I agree with your take on the issue, Ewen...
Further, it is surely in the "National Interest" that multicast be in active operational capability today for the "Public Internet" so that in the event of a future national crisis such as a SARS, Foot and Mouth, Small Pox or when a similar situation occurs the facility can be used to its best technical advantage.

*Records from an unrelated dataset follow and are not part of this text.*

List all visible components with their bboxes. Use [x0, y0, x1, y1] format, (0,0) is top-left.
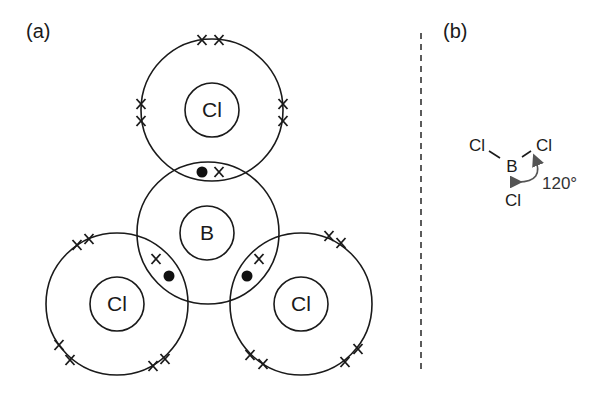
top-chlorine-symbol: Cl — [202, 98, 222, 122]
boron-symbol: B — [200, 221, 214, 245]
shape-bottom-chlorine: Cl — [505, 191, 521, 211]
left-chlorine-symbol: Cl — [107, 292, 127, 316]
bonding-pair-top — [197, 167, 224, 178]
shape-boron: B — [506, 157, 517, 177]
bond-left — [489, 151, 500, 158]
panel-b-label: (b) — [443, 20, 467, 43]
shape-left-chlorine: Cl — [469, 136, 485, 156]
bond-angle-label: 120° — [542, 174, 577, 194]
bond-angle-arrow — [518, 158, 538, 182]
right-chlorine-symbol: Cl — [291, 292, 311, 316]
boron-electron-dot — [242, 271, 253, 282]
bonding-pair-right — [242, 254, 264, 282]
boron-electron-dot — [197, 167, 208, 178]
boron-electron-dot — [164, 271, 175, 282]
panel-a-label: (a) — [26, 20, 50, 43]
bond-right — [522, 151, 531, 157]
shape-right-chlorine: Cl — [536, 136, 552, 156]
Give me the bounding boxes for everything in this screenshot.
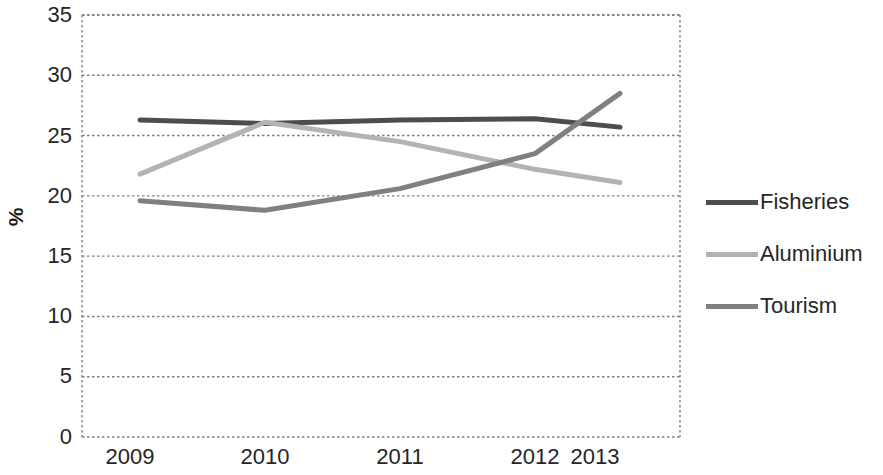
series-line-tourism: [140, 93, 620, 210]
legend-item-aluminium[interactable]: Aluminium: [706, 228, 881, 280]
legend-swatch-aluminium: [706, 252, 758, 257]
chart-legend: Fisheries Aluminium Tourism: [706, 176, 881, 332]
plot-border: [82, 15, 680, 437]
series-lines: [140, 93, 620, 210]
legend-swatch-tourism: [706, 304, 758, 309]
legend-label-fisheries: Fisheries: [760, 191, 849, 213]
legend-swatch-fisheries: [706, 200, 758, 205]
y-tick-25: 25: [16, 125, 72, 147]
y-tick-10: 10: [16, 305, 72, 327]
y-tick-15: 15: [16, 245, 72, 267]
legend-label-tourism: Tourism: [760, 295, 837, 317]
y-tick-20: 20: [16, 185, 72, 207]
y-tick-30: 30: [16, 64, 72, 86]
line-chart: % 35 30 25 20 15 10 5 0 2009 2010 2011 2…: [0, 0, 883, 475]
x-tick-2013: 2013: [550, 446, 640, 468]
x-tick-2009: 2009: [85, 446, 175, 468]
series-line-aluminium: [140, 122, 620, 182]
legend-item-tourism[interactable]: Tourism: [706, 280, 881, 332]
series-line-fisheries: [140, 119, 620, 127]
y-tick-35: 35: [16, 4, 72, 26]
y-axis-tick-labels: 35 30 25 20 15 10 5 0: [8, 0, 72, 475]
x-tick-2010: 2010: [220, 446, 310, 468]
y-tick-5: 5: [16, 365, 72, 387]
y-tick-0: 0: [16, 426, 72, 448]
legend-label-aluminium: Aluminium: [760, 243, 863, 265]
legend-item-fisheries[interactable]: Fisheries: [706, 176, 881, 228]
x-tick-2011: 2011: [355, 446, 445, 468]
gridlines: [82, 15, 680, 437]
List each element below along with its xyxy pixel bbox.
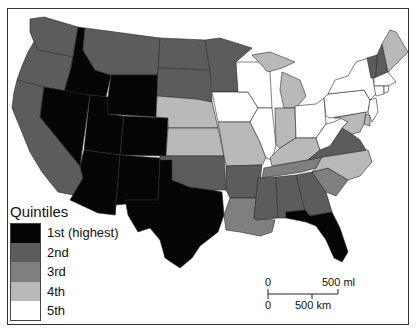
state-MT [83,28,160,75]
legend-swatch [10,301,41,321]
legend-label: 2nd [47,245,69,260]
legend-swatch [10,243,41,263]
legend-swatch [10,223,41,243]
legend-label: 1st (highest) [47,225,119,240]
legend-swatch [10,282,41,302]
scale-km-label: 500 km [295,299,331,311]
legend-label: 3rd [47,264,66,279]
legend-item-5th: 5th [10,301,119,321]
legend-item-2nd: 2nd [10,243,119,263]
legend-item-4th: 4th [10,282,119,302]
state-CO [120,116,168,156]
state-RI [384,86,389,93]
legend-item-1st: 1st (highest) [10,223,119,243]
legend-label: 5th [47,303,65,318]
legend-label: 4th [47,284,65,299]
state-ND [158,38,210,70]
state-KS [166,128,224,156]
legend-swatch [10,262,41,282]
scale-km-zero: 0 [265,299,271,311]
state-FL [286,210,348,262]
scale-bar [268,289,338,299]
legend-item-3rd: 3rd [10,262,119,282]
scale-miles-zero: 0 [265,276,271,288]
state-MS [254,177,278,220]
legend: Quintiles 1st (highest) 2nd 3rd 4th 5th [10,203,119,321]
state-CT [374,86,384,96]
state-WY [108,75,158,117]
legend-title: Quintiles [10,203,119,220]
scale-miles-label: 500 ml [322,276,355,288]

It is then important to: communicate, instruct & train, professionals and the public - while reducing close personnel contact. Multicast can be used to provide "low cost" high quality content injection which of itself does not cause degradation of New Zealand network performance at any location during a strategic performance window. Alternatives such as Consumer Digital Satellite TV would cost, at list prices, significant dollars to open up spot channels for a period of days || weeks || months, and in such circumstances the Ministries available discretionary funds would be under severe pressure, and therefore may be excluded as a viable option. However, multicast would help, as the cost of 48hours digital satellite television broadcast might equate to the cost of one years multicast distribution @ 300kbs.
During the SARs containment emergency, Beijing and other locations in China closed schools and other education institutions and made children stay home. Their schools used telephones and the Public Internet to conduct distance learning. What would happen in New Zealand if all schools in Auckland and other city locations closed. Multicast was also used to connect SARS support hubs in Asia.

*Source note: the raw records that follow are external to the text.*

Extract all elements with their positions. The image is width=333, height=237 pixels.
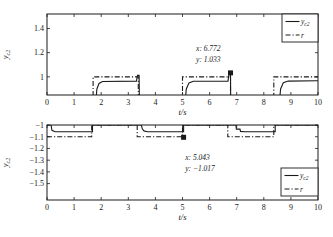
x-tick-label: 2: [99, 203, 103, 212]
x-axis-label: t/s: [178, 107, 187, 117]
x-axis-label: t/s: [178, 212, 187, 222]
datatip-text: y: 1.033: [195, 55, 221, 64]
x-tick-label: 7: [235, 203, 239, 212]
x-tick-label: 9: [289, 203, 293, 212]
y-tick-label: 1: [40, 73, 44, 82]
x-tick-label: 7: [235, 98, 239, 107]
y-tick-label: 1.4: [34, 24, 44, 33]
y-tick-label: 1.2: [34, 48, 44, 57]
y-tick-label: −1.4: [29, 168, 44, 177]
x-tick-label: 0: [45, 98, 49, 107]
legend-box: [282, 14, 318, 42]
top-chart: 01234567891011.21.4t/syc2yc2rx: 6.772y: …: [0, 0, 333, 118]
x-tick-label: 10: [314, 203, 322, 212]
x-tick-label: 6: [208, 203, 212, 212]
y-tick-label: −1.2: [29, 144, 44, 153]
x-tick-label: 4: [153, 203, 157, 212]
x-tick-label: 3: [126, 98, 130, 107]
datatip-text: x: 6.772: [195, 44, 221, 53]
bottom-chart: 012345678910−1−1.1−1.2−1.3−1.4−1.5t/syc2…: [0, 118, 333, 237]
datatip-marker: [228, 70, 233, 75]
x-tick-label: 8: [262, 203, 266, 212]
x-tick-label: 2: [99, 98, 103, 107]
x-tick-label: 1: [72, 203, 76, 212]
x-tick-label: 5: [181, 98, 185, 107]
y-tick-label: −1: [35, 121, 44, 130]
legend-label: r: [301, 31, 304, 40]
y-tick-label: −1.3: [29, 156, 44, 165]
y-axis-label: yc2: [0, 50, 11, 60]
x-tick-label: 8: [262, 98, 266, 107]
datatip-text: x: 5.043: [184, 153, 210, 162]
x-tick-label: 3: [126, 203, 130, 212]
x-tick-label: 9: [289, 98, 293, 107]
x-tick-label: 1: [72, 98, 76, 107]
datatip-marker: [181, 135, 186, 140]
legend-label: r: [300, 185, 303, 194]
y-axis-label: yc2: [0, 158, 11, 168]
x-tick-label: 10: [314, 98, 322, 107]
x-tick-label: 6: [208, 98, 212, 107]
y-tick-label: −1.5: [29, 179, 44, 188]
x-tick-label: 5: [181, 203, 185, 212]
datatip-text: y: −1.017: [184, 164, 215, 173]
plot-svg: 01234567891011.21.4t/syc2yc2rx: 6.772y: …: [0, 0, 333, 118]
x-tick-label: 0: [45, 203, 49, 212]
x-tick-label: 4: [153, 98, 157, 107]
plot-svg: 012345678910−1−1.1−1.2−1.3−1.4−1.5t/syc2…: [0, 118, 333, 237]
figure: 01234567891011.21.4t/syc2yc2rx: 6.772y: …: [0, 0, 333, 237]
y-tick-label: −1.1: [29, 133, 44, 142]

Therefore prior to such an emergency, operational multicast services today would enable strategic content provider organisations to distribute current operational materials for capture and/or real-time display and be prepared and confident that such a system can be relied on as a front-line communication capability.
So... reliable operation today ensures access when Noah needs an Ark... Nobody will try to implement it the day a Balloon goes UP...

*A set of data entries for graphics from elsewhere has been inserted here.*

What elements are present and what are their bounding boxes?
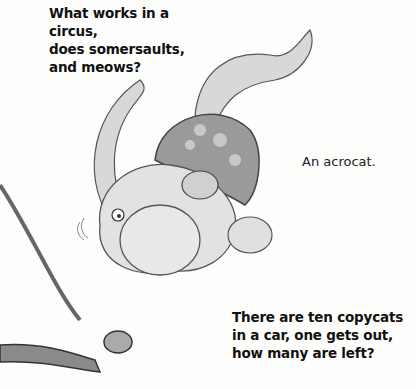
trapeze-bar-icon: [0, 344, 100, 372]
cat-acrobat-illustration: [0, 0, 416, 389]
trapeze-rope-icon: [0, 185, 80, 320]
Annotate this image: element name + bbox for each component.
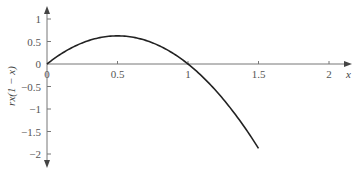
x-tick-label: 0 bbox=[44, 68, 50, 80]
ticks: 00.511.5210.50−0.5−1−1.5−2 bbox=[21, 13, 332, 160]
x-axis-label: x bbox=[345, 68, 351, 80]
x-tick-label: 1 bbox=[185, 68, 191, 80]
y-tick-label: −2 bbox=[29, 148, 41, 160]
y-tick-label: 1 bbox=[36, 13, 42, 25]
curve-rx-1-minus-x bbox=[47, 36, 259, 149]
function-plot: 00.511.5210.50−0.5−1−1.5−2 x rx(1 − x) bbox=[0, 0, 362, 183]
y-tick-label: 0 bbox=[36, 58, 42, 70]
y-axis-down-arrow-icon bbox=[44, 160, 50, 168]
y-tick-label: −1 bbox=[29, 103, 41, 115]
x-tick-label: 0.5 bbox=[111, 68, 125, 80]
y-tick-label: −0.5 bbox=[21, 81, 41, 93]
y-tick-label: 0.5 bbox=[27, 36, 41, 48]
y-axis-label: rx(1 − x) bbox=[5, 66, 18, 106]
x-axis-arrow-icon bbox=[344, 61, 352, 67]
y-axis-up-arrow-icon bbox=[44, 6, 50, 14]
x-tick-label: 2 bbox=[326, 68, 332, 80]
axes bbox=[44, 6, 352, 168]
y-tick-label: −1.5 bbox=[21, 126, 41, 138]
x-tick-label: 1.5 bbox=[252, 68, 266, 80]
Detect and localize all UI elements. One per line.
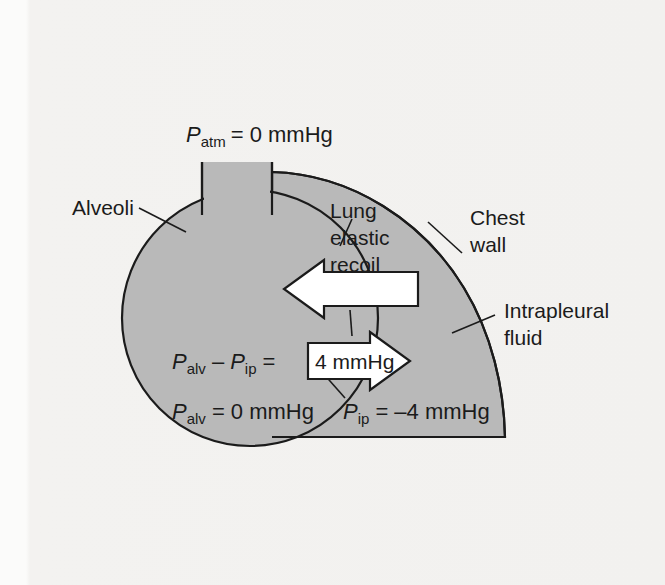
ip-value: = –4 mmHg — [375, 399, 489, 424]
intrapleural-label-line2: fluid — [504, 326, 543, 349]
eqn-subscript-1: alv — [187, 360, 207, 377]
atm-subscript: atm — [201, 133, 226, 150]
figure-container: Patm= 0 mmHg Alveoli Chest wall Intraple… — [0, 0, 665, 585]
eqn-minus: – — [212, 349, 225, 374]
eqn-subscript-2: ip — [245, 360, 257, 377]
chest-wall-label-line2: wall — [469, 233, 506, 256]
intrapleural-label-line1: Intrapleural — [504, 299, 609, 322]
lung-pressure-diagram: Patm= 0 mmHg Alveoli Chest wall Intraple… — [0, 0, 665, 585]
eqn-equals: = — [263, 349, 276, 374]
atm-symbol: P — [186, 122, 201, 147]
atm-pressure-label: Patm= 0 mmHg — [186, 122, 333, 150]
ip-subscript: ip — [358, 410, 370, 427]
alveoli-label: Alveoli — [72, 196, 134, 219]
recoil-label-line1: Lung — [330, 199, 377, 222]
eqn-symbol-2: P — [230, 349, 245, 374]
recoil-label-line3: recoil — [330, 253, 380, 276]
ip-symbol: P — [343, 399, 358, 424]
alv-symbol: P — [172, 399, 187, 424]
eqn-symbol-1: P — [172, 349, 187, 374]
chest-wall-label-line1: Chest — [470, 206, 525, 229]
alv-subscript: alv — [187, 410, 207, 427]
airway-join-fill — [204, 163, 270, 212]
pressure-arrow-value: 4 mmHg — [315, 350, 394, 373]
atm-value: = 0 mmHg — [231, 122, 333, 147]
airway-join — [202, 162, 272, 215]
alv-value: = 0 mmHg — [212, 399, 314, 424]
svg-text:Patm= 0 mmHg: Patm= 0 mmHg — [186, 122, 333, 150]
recoil-label-line2: elastic — [330, 226, 390, 249]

Hope you are all having a great conference... Is Joe warbling now...
Best Regards
Michael Sutton
InternetNZ By-election Candidate - Councillor
Vote now :) (disgraceful lobby)
http://www.internetnz.co.nz/members/by-elections/030619byelection.html
http://www.internetnz.co.nz/biographies/bio03-msutton.html
-----Original Message-----
From: Ewen McNeill [mailto:ewen@naos.co.nz]
Sent: Tuesday, July 08, 2003 10:06
To: Hamish MacEwan
Cc: nznog@list.waikato.ac.nz
Subject: Re: [nznog] Multicast status in New Zealand
<snip>
It does, however, seem to me rather counter productive to insist that
they must use unicast, must use the bandwidth inefficiently, in order to
some how deter this. At best all that's likely to achieve is that
there's even less bandwidth available for other things. (Witness
allocations of the frequency spectrum to radio, TV, etc, and what's left
for ham radio operators.)
And to make it even harder for "small operators" to join in -- so bang
goes your online equivilent of public access TV (it's just too expensive
to get a pipe big enough to unicast it to a reasoanble audience).
<snip>....
Indeed. And that survives partly because many people "need" to be at
work at the same time, which is largely true because of network effects
(eg, you'd like the cafe to be open when you want to get morning tea,
and people need to be in the same place at the same time for meetings,
etc).
And in the same way when something "interesting" happens lots of people
are going to "need" to see it at once, if only to keep up with the Jones
and be able to talk about it at morning tea the next day.
To use your earlier analogy providing more buses/trains/etc can help
to reduce this congestion. And in the same way multicasting can help
reduce the congestion. But apparently buses/trains/etc are good, and
multicasting is bad, for reasons I don't follow.